Our planet is currently defenseless against “city killer” asteroids, noting “we don’t know where they are,” a leading scientist has warned this week.

Astronomer Kelly Fast, NASA’s planetary defense officer, is most worried about these medium-sized asteroids, which are small enough to go undetected but large enough to cause significant damage upon hitting the Earth.

Speaking at the conference of the American Association for the Advancement of Science (AAAS) in Arizona, Fast said: “What keeps me up at night is the asteroids we don’t know about,” according to The Sun.

Fast noted that small asteroids are “hitting us all the time so we’re not so much worried about that.” She added that scientists are also less concerned about “the large ones from the movies because we know where they are.”

However, they are most worried about “the ones in between, about 140 metres [around 459 feet] and larger, that could really do regional rather than global damage, and we don’t know where they are.”

“It’s estimated there are about 25,000 of those, and we’re only about 40 percent of the way through,” Fast noted. “It takes time to find them, even with the best telescopes.”

Asteroid heading towards Earth.

Asteroids are small, rocky masses left over from the formation of the solar system about 4.6 billion years ago. They are found concentrated in the main asteroid belt, which lies around the sun between the orbits of Mars and Jupiter.

The so-called “near-Earth objects” are asteroids whose orbits bring them within 120 million miles of the sun and into the Earth’s “orbital neighborhood.”

Back in February last year, data from the Center for Near Earth Object Studies (CNEOS) found that the impact probability of an asteroid known as “2024 YR4” in 2032 was at 3.1 percent, which was “the highest impact probability NASA has ever recorded for an object of this size or larger,” the space agency said at the time.

Further studies found that “the object poses no significant impact risk to Earth in 2032 and beyond,” the space agency noted.

Most near-Earth objects, NASA added, have orbits that “don’t bring them very close to Earth, and therefore pose no risk of impact.”

However, a small portion of them, known as potentially hazardous asteroids (PHAs), do require closer attention. Measuring  more than 460 feet in size, PHAs have orbits that bring them within 4.6 million miles of the Earth’s orbit around the sun.

Despite the number of PHAs out in our solar system, none are likely to hit our planet any time soon.

“The ‘potentially hazardous’ designation simply means over many centuries and millennia, the asteroid’s orbit may evolve into one that has a chance of impacting Earth. We do not assess these long-term, many-century possibilities of impact,” Paul Chodas, manager of the CNEOS, previously told Newsweek.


About this task: The entries that follow must be given again exactly, with the pictures excluded.

[Annotated photo localization data]
Content starts

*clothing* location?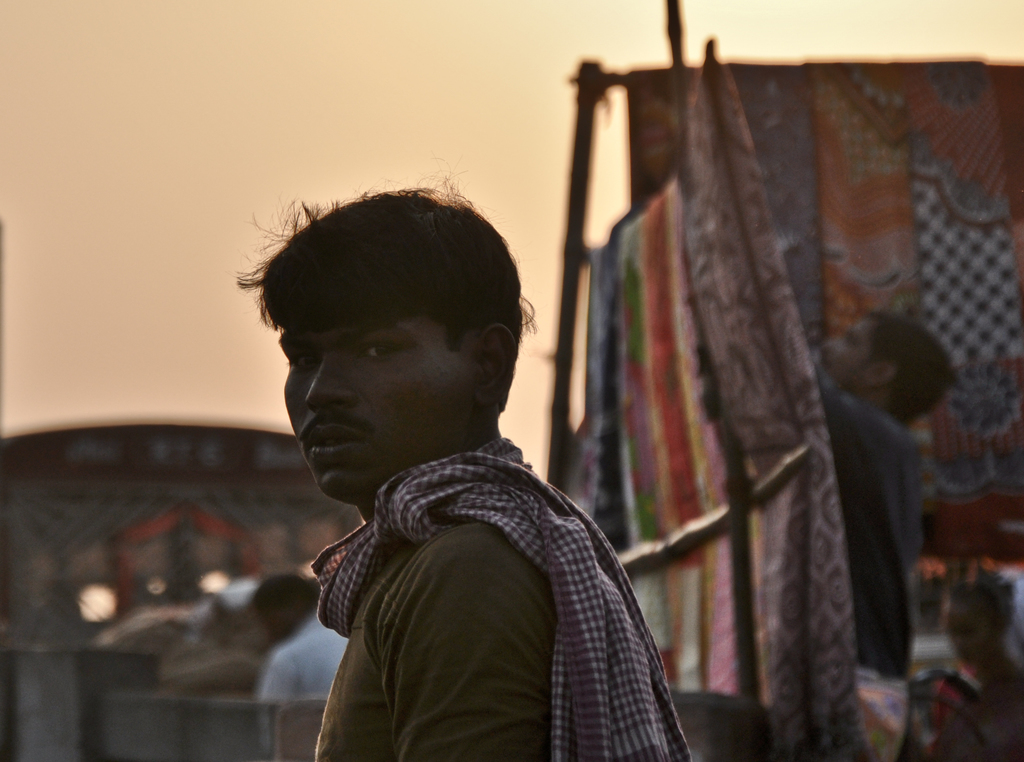
258:603:352:713
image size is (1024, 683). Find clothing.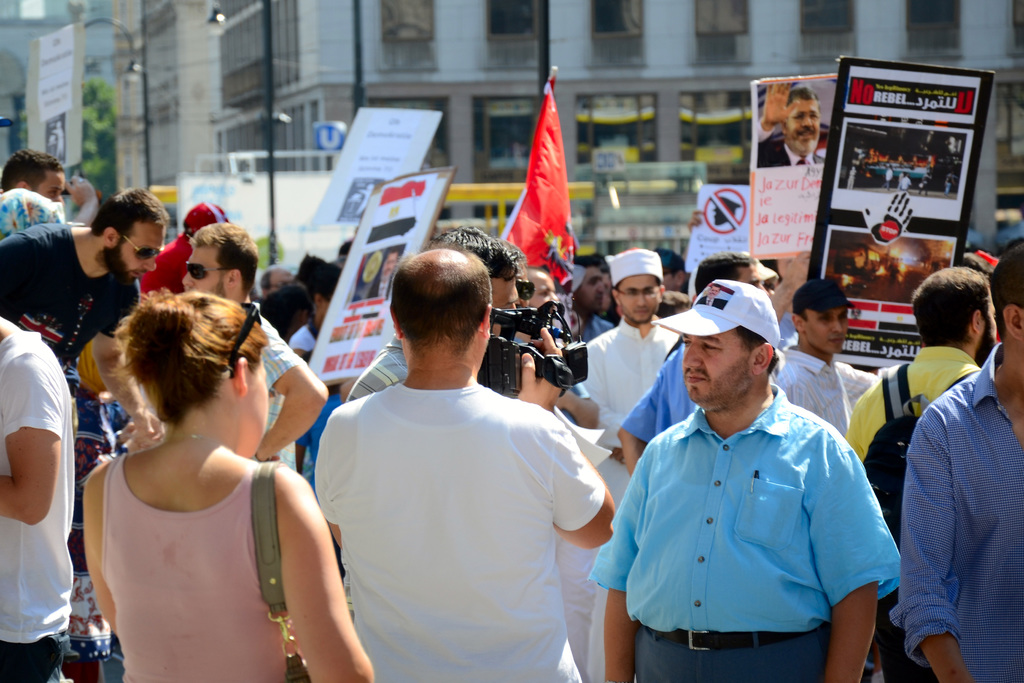
[98, 452, 282, 682].
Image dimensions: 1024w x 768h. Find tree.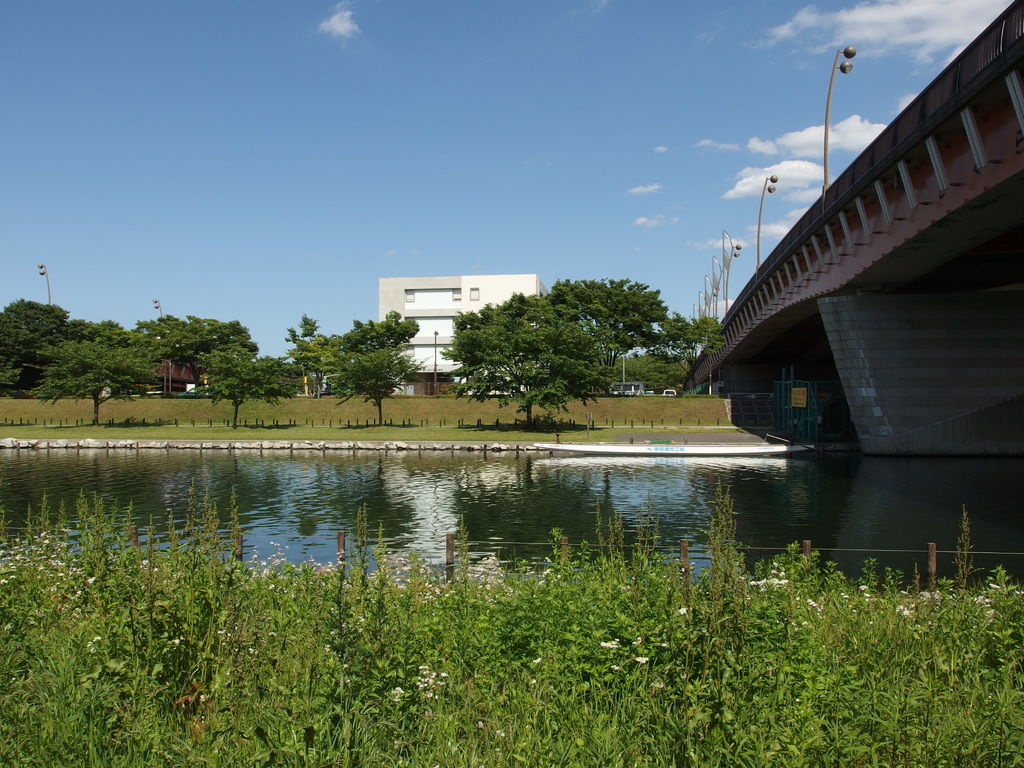
<bbox>272, 305, 330, 388</bbox>.
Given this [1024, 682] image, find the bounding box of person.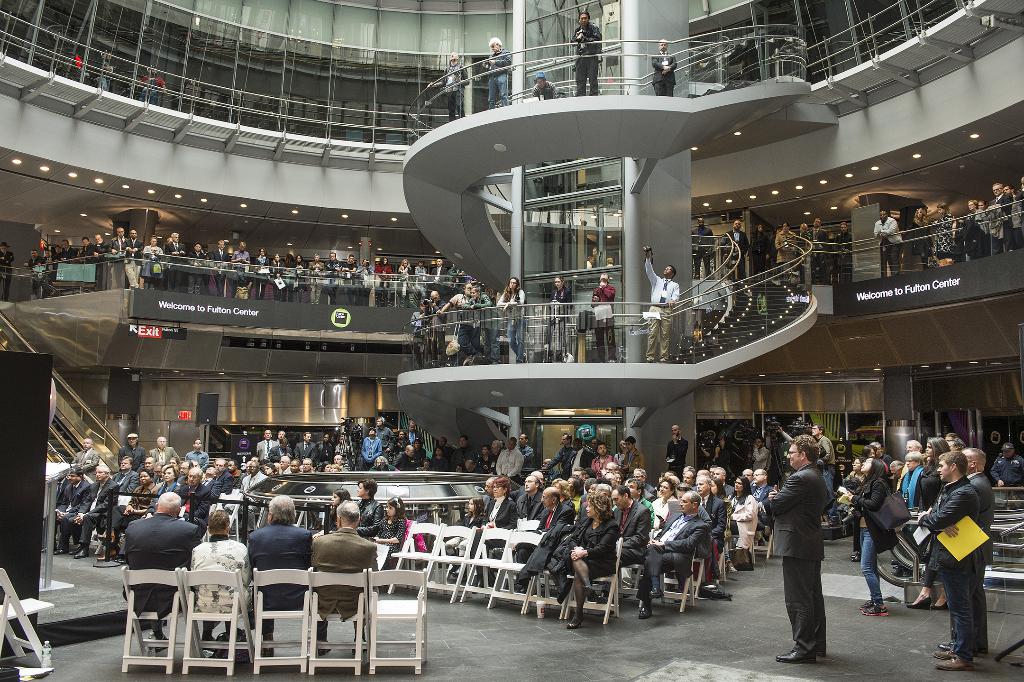
(410, 295, 429, 368).
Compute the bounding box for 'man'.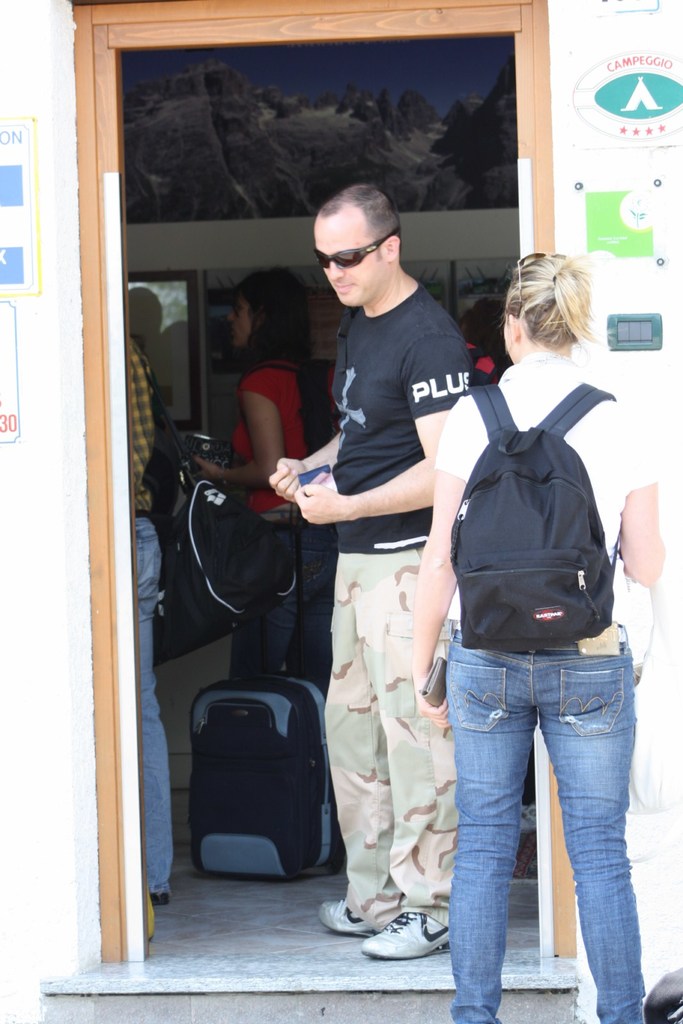
[x1=266, y1=187, x2=476, y2=963].
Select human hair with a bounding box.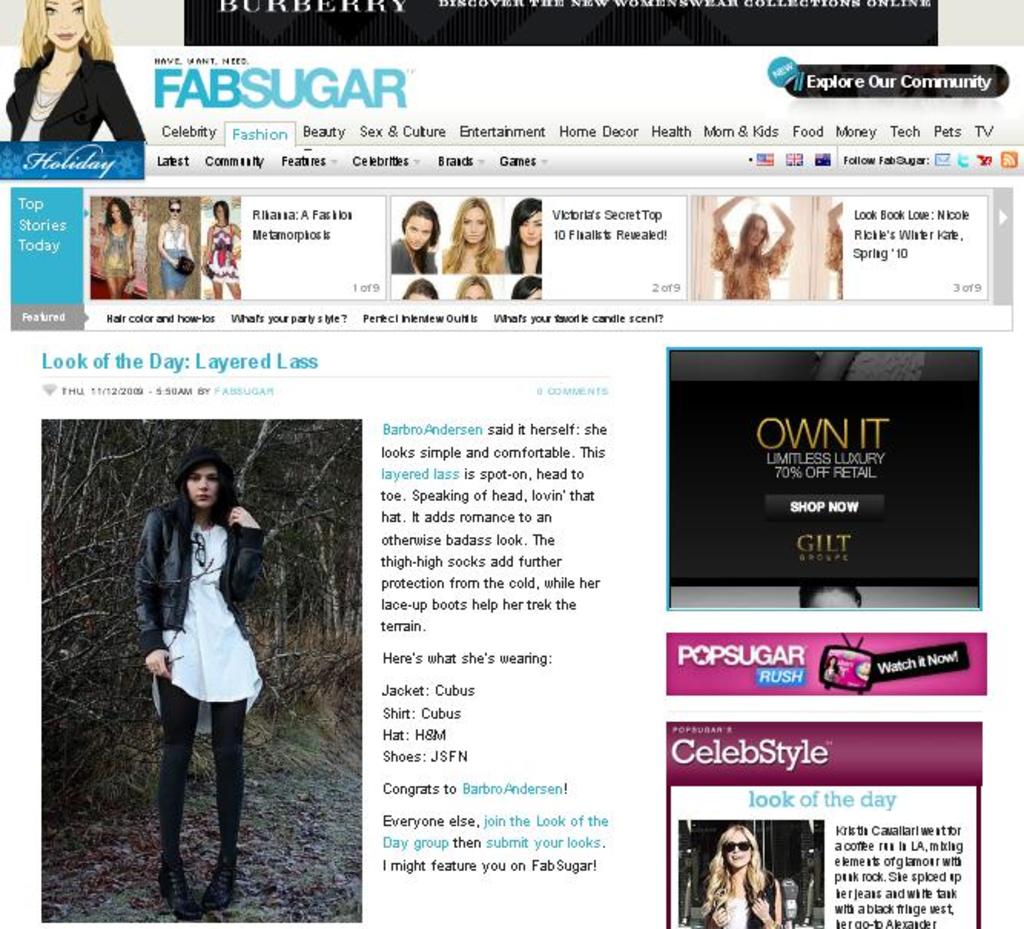
pyautogui.locateOnScreen(184, 447, 241, 528).
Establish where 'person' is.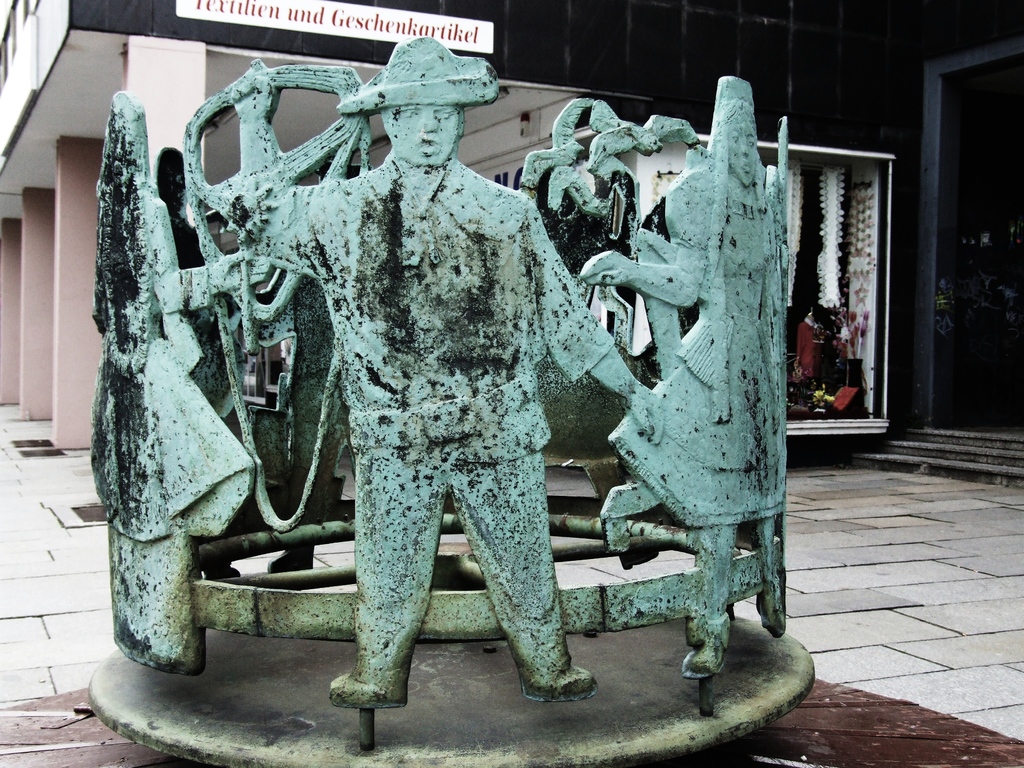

Content ends

Solution to this task:
*clothing* location?
258:603:352:713
image size is (1024, 683). Find clothing.
[98, 452, 282, 682].
Image dimensions: 1024w x 768h. Find tree.
<bbox>272, 305, 330, 388</bbox>.
Given this [1024, 682] image, find the bounding box of person.
(410, 295, 429, 368).
Compute the bounding box for 'man'.
[x1=266, y1=187, x2=476, y2=963].
Select human hair with a bounding box.
pyautogui.locateOnScreen(184, 447, 241, 528).
Establish where 'person' is.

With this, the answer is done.